How to Heal a Broken Heart
When I was a little girl there was this belief floating around in my head that there was only one person. One person who was my soul mate. One person who could love me. I think the belief was formed by some concoction of Disney movies, religion, and American culture. What’s worse than this belief is that I somehow found myself afraid that I wouldn’t even have one person. I was afraid I would be alone. Forever. I don’t know when I adopted the belief that I wasn’t enough, that I might not find someone, that I was unlovable. My mom did her best to reassure me, but it didn’t quite do the trick. Self-love is the work we have to do ourselves. No one else can give us that gift, no matter how young we happen to be.
At some later point I met a man. I liked him, but there were some red flags. He was a bit flaky, and he lacked the ability to communicate maturely. I was about to walk away, and then suddenly everything changed. The red flags turned green, and we pranced off into the moonlight. That red lack-of-communication flag never really turned green. Nothing had actually changed. He just hid who he really was until he felt suffocated and invisible. After almost a year of living like this he left me with no warning.
For a long time I felt so much pain that my entire being melted into sorrow. I fell into a deep depression
and reached out to a spiritual teacher who wrote me this:
Please do not indulge any thought that attacks yourself or even your ex-boyfriend. Grief is healthy and it is healing.
I wrote back to this teacher that I wasn’t indulging in negative thoughts, that the pain was so overwhelming that I felt no anger, just the deepest sadness I’d ever felt.
I spent a lot of time in bed feeling my pain, crying, and thinking. This was a man who I was building a life with. This was a man I opened my whole heart to. This man showed me love and support like I’d never experienced before. And then he swiftly took it all away. As I lay in bed for days with a churning mind the stories began to surface in whispers:
See, I am unlovable. He didn’t think I was worth loving. I’m not enough.
And the stories grew louder.
The stories we tell ourselves that deny the essence of who we are may be so deeply rooted that we’re unconscious of their presence. I was attacking myself. Each time I allowed these beliefs to hold an ounce of truth, I was attacking myself.

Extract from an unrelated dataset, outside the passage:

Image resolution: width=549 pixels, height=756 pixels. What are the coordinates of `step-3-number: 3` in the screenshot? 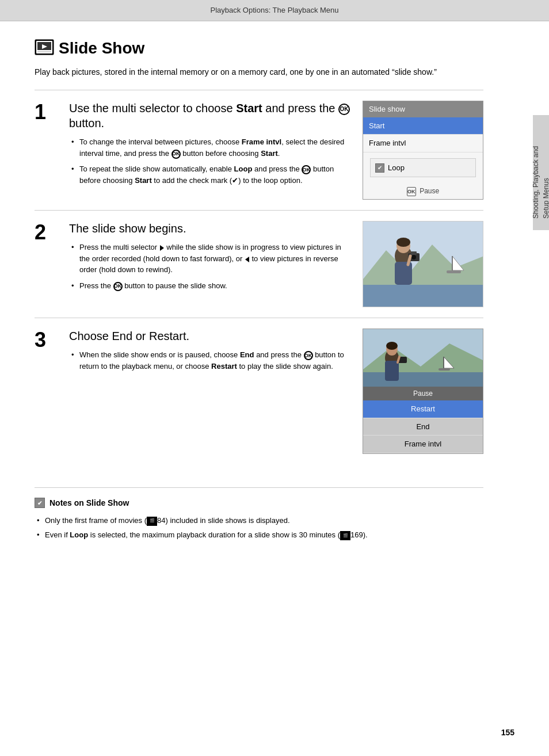 It's located at (43, 340).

So I worked on loving myself instead. I worked on seeing the truth of who I was in each moment. The truth I found was this: I am worth loving. I am enough. I am lovable. I am beautiful. I am whole. All of this is true right now, in every single moment I am living.

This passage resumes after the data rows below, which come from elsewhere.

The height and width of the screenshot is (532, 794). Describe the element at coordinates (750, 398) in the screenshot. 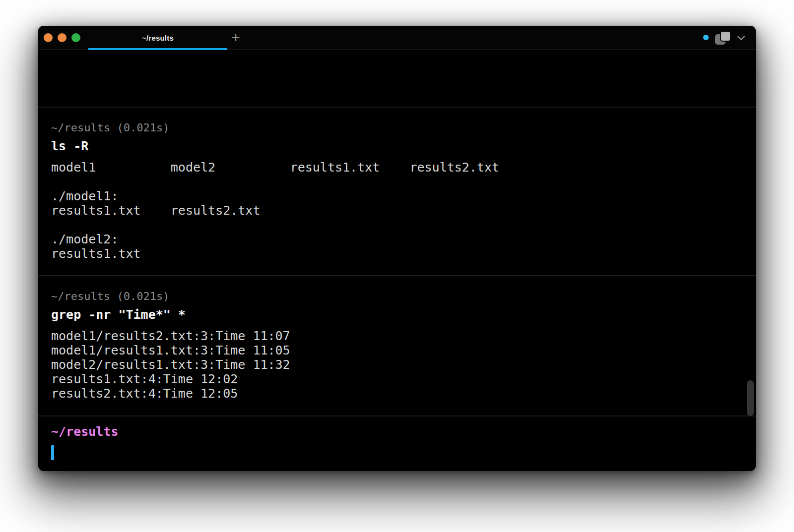

I see `scrollbar-thumb` at that location.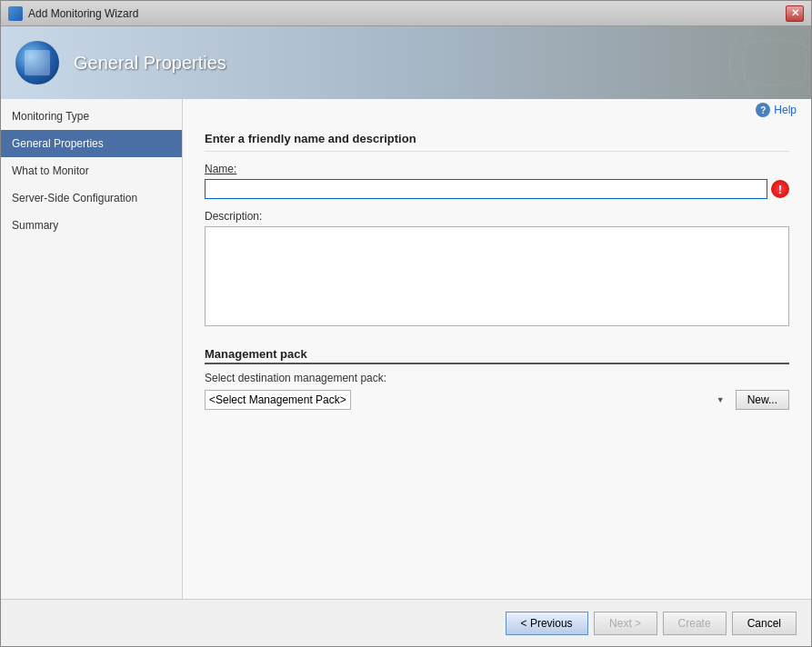 The height and width of the screenshot is (647, 812). Describe the element at coordinates (496, 356) in the screenshot. I see `management-pack-heading: Management pack` at that location.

A few months into my grief, the anger began to surface, and I started to vilify him. I was tired of feeling the pain, so my mind created stories about him to make me feel better. I told myself he was incapable of loving me, that he couldn’t allow me to be fully me. I thought about how he was a selfish person for treating me the way he did.
My teacher was right. Those stories didn’t do my ex justice. They didn’t honour the time we shared together. And they didn’t actually serve me. They were a weak tool to help me avoid my pain.
The truth is simply that he wasn’t my person anymore. And that didn’t make him wrong. It didn’t make him bad. I didn’t have to turn him into a villain to heal my wounds. I didn’t have to diminish my pain or justify his actions. I could simply allow for the pain and allow for the healing.
That breakup took me down, down, down. It made me forget who I am so I could find myself again. It was the greatest gift I have been given in a very long time, and it took me many months to recognize the gift at all. Grief is healthy and it is healing. I didn’t need to make up stories to ease my pain because the more I hid from it the more it had a hold on me. Instead, I chose to let the pain wash over me. I allowed it to teach me. That’s how grief can become a gift.
We don’t need to hold on to old lovers, torturing ourselves with “what-ifs” that don’t serve us. We don’t need to condemn ourselves for being imperfect, for being too much, for not doing all the right things. And we don’t need to denigrate the people we have loved because they hurt us.
I have never been more confident that I will have an incredible partner in life one day. You can too. But first you have to let go of that story, whether you’ve adopted it as a child or created it to feel less pain as an adult. Allow for the grief so you can begin to truly heal. Through healing you will grow more fully into yourself, and from that place you will discover the truth. Release the burdens of storytelling. You don’t actual need them. You are strong enough to heal on your own.